In front of Mac the liaison people from various embassies attempted to straighten out the in-country cooperation angle with the POLRI. The way it usually worked was the police had a job to do and wanted to take statements from those involved in, or witness to, the incidents, regardless of their nationality. The liaisons’ job was to insist that that was not in the spirit or the letter of the agreement between the countries.
The Yanks had no interest in allowing a Special Forces captain to make a statement to Indon police. And the British weren’t even acknowledging Paul. A Pommie liaison woman’s voice rose over the pack. ‘If there was a British national involved in this incident – and I’m not confi rming there was…’
Mac saw a Javanese BAIS operative he knew, Edi Sitepu. He was listening in on the diplomatic hoo-ha. He caught Mac’s eye and came over.
They shook and Edi sat down. ‘Can’t work this one out,’ said Edi to Mac. ‘Lots of talking about Abu Sabaya, but was he here?’
Mac shook his head, sipped some water. He hoped at some stage during his lifetime that smell was going to get out of his mouth.
‘Garrison and Sabaya must have split. Don’t know where either of them are.’
‘That Peter Garrison.
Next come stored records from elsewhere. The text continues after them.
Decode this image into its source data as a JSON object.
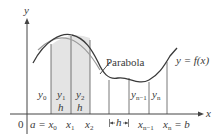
{
  "figure": {
    "type": "Simpson's rule diagram",
    "axes": {
      "x_label": "x",
      "y_label": "y",
      "origin_label": "0"
    },
    "curve_label": "y = f(x)",
    "parabola_label": "Parabola",
    "ordinates": [
      {
        "base": "y",
        "sub": "0"
      },
      {
        "base": "y",
        "sub": "1"
      },
      {
        "base": "y",
        "sub": "2"
      },
      {
        "base": "y",
        "sub": "n−1"
      },
      {
        "base": "y",
        "sub": "n"
      }
    ],
    "x_ticks": [
      {
        "text": "a = x",
        "sub": "0"
      },
      {
        "text": "x",
        "sub": "1"
      },
      {
        "text": "x",
        "sub": "2"
      },
      {
        "text": "x",
        "sub": "n−1"
      },
      {
        "text": "x",
        "sub": "n",
        "suffix": " = b"
      }
    ],
    "width_labels": [
      "h",
      "h",
      "h"
    ],
    "colors": {
      "axis": "#444444",
      "curve": "#3a3a3a",
      "parabola": "#9a9a9a",
      "shade": "#e4e4e4",
      "gridline": "#555555"
    }
  }
}
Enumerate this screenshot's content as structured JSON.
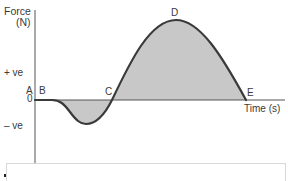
{
  "diagram": {
    "y_axis_label": "Force",
    "y_axis_unit": "(N)",
    "x_axis_label": "Time (s)",
    "positive_label": "+ ve",
    "negative_label": "– ve",
    "origin_label": "0",
    "points": {
      "A": "A",
      "B": "B",
      "C": "C",
      "D": "D",
      "E": "E"
    },
    "colors": {
      "curve": "#3a3a3a",
      "fill": "#c8c8c8",
      "axis": "#555555"
    }
  }
}
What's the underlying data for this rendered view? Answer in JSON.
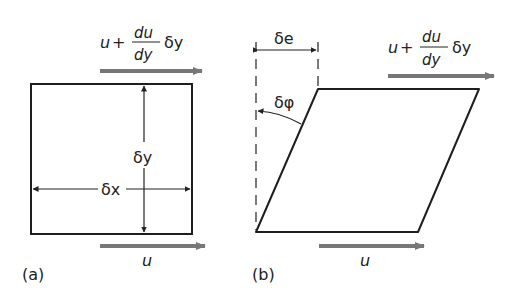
{
  "figure": {
    "panel_a": {
      "label": "(a)",
      "top_velocity": {
        "u": "u",
        "plus": "+",
        "num": "du",
        "den": "dy",
        "delta": "δy"
      },
      "bottom_velocity": "u",
      "height_label": "δy",
      "width_label": "δx"
    },
    "panel_b": {
      "label": "(b)",
      "top_velocity": {
        "u": "u",
        "plus": "+",
        "num": "du",
        "den": "dy",
        "delta": "δy"
      },
      "bottom_velocity": "u",
      "displacement_label": "δe",
      "angle_label": "δφ"
    },
    "colors": {
      "outline": "#1e1e1e",
      "arrow": "#777777",
      "text": "#222222"
    }
  }
}
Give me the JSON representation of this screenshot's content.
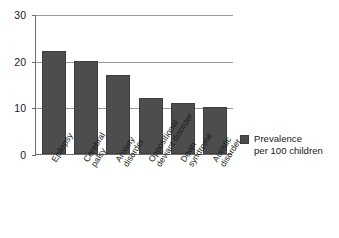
{
  "chart_data": {
    "type": "bar",
    "title": "",
    "xlabel": "",
    "ylabel": "",
    "categories": [
      "Epilepsy",
      "Cerebral palsy",
      "Anxiety disorder",
      "Oppositional deviant disorder",
      "Down syndrome",
      "Autistic disorder"
    ],
    "category_lines": [
      [
        "Epilepsy"
      ],
      [
        "Cerebral",
        "palsy"
      ],
      [
        "Anxiety",
        "disorder"
      ],
      [
        "Oppositional",
        "deviant disorder"
      ],
      [
        "Down",
        "syndrome"
      ],
      [
        "Autistic",
        "disorder"
      ]
    ],
    "values": [
      22,
      20,
      17,
      12,
      11,
      10
    ],
    "series": [
      {
        "name": "Prevalence per 100 children",
        "values": [
          22,
          20,
          17,
          12,
          11,
          10
        ],
        "color": "#4d4d4d"
      }
    ],
    "ylim": [
      0,
      30
    ],
    "yticks": [
      0,
      10,
      20,
      30
    ],
    "ytick_labels": [
      "0",
      "10",
      "20",
      "30"
    ],
    "grid": true,
    "legend_position": "right"
  },
  "legend": {
    "entries": [
      {
        "line1": "Prevalence",
        "line2": "per 100 children",
        "color": "#4d4d4d"
      }
    ]
  },
  "colors": {
    "bar": "#4d4d4d",
    "bar_edge": "#3d3d3d",
    "axis": "#6f6f6f",
    "grid": "#9a9a9a",
    "text": "#1a1a1a",
    "background": "#ffffff"
  }
}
Bad news that one,’ said Edi, shaking his head. ‘You know we tipped off the Americans about him last year?’
Mac didn’t know.
‘But it turned into this.’ Edi nodded at the British and American embassy folks doing their thing.
Mac remained silent, exhausted, over it.
‘The thing to do was to get us in a loop, hey Mac?’ said Edi.
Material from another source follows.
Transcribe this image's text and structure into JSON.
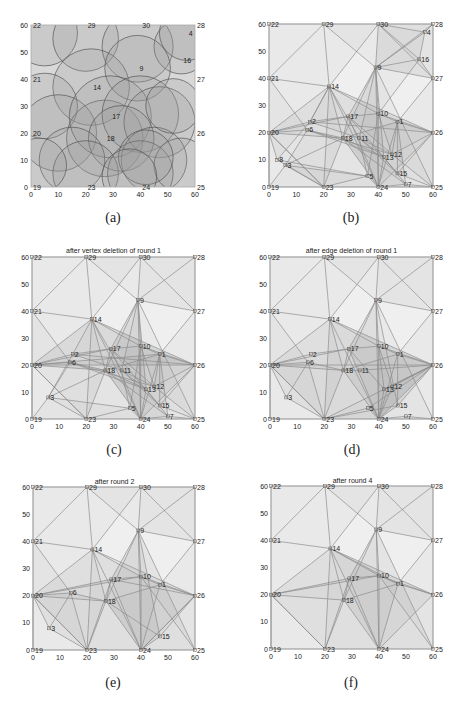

Normally Mac loved the way Indons got Western phrases slightly wrong, but his mood was too bleak. ‘Would have been great before Bali, too, eh Edi?’
Mac shouldn’t have said it.
Edi’s face darkened. He and Mac hadn’t always seen eye to eye.
The Timor thing and Mac’s involvement in some aspects of it had created a stand-offi shness between them, even though they could have shared some more basic operational chatter over the years. Thing was, Mac’s legacy in Timor saw him gravitate closer to the old President-controlled BAKIN – now BIN – at the expense of the armed forces-controlled intelligence organisation, BAIS. So it was hard for Mac to simply make a call to Edi and get him in the loop on something like Garrison and Sabaya, even though he wanted the Indon perspective.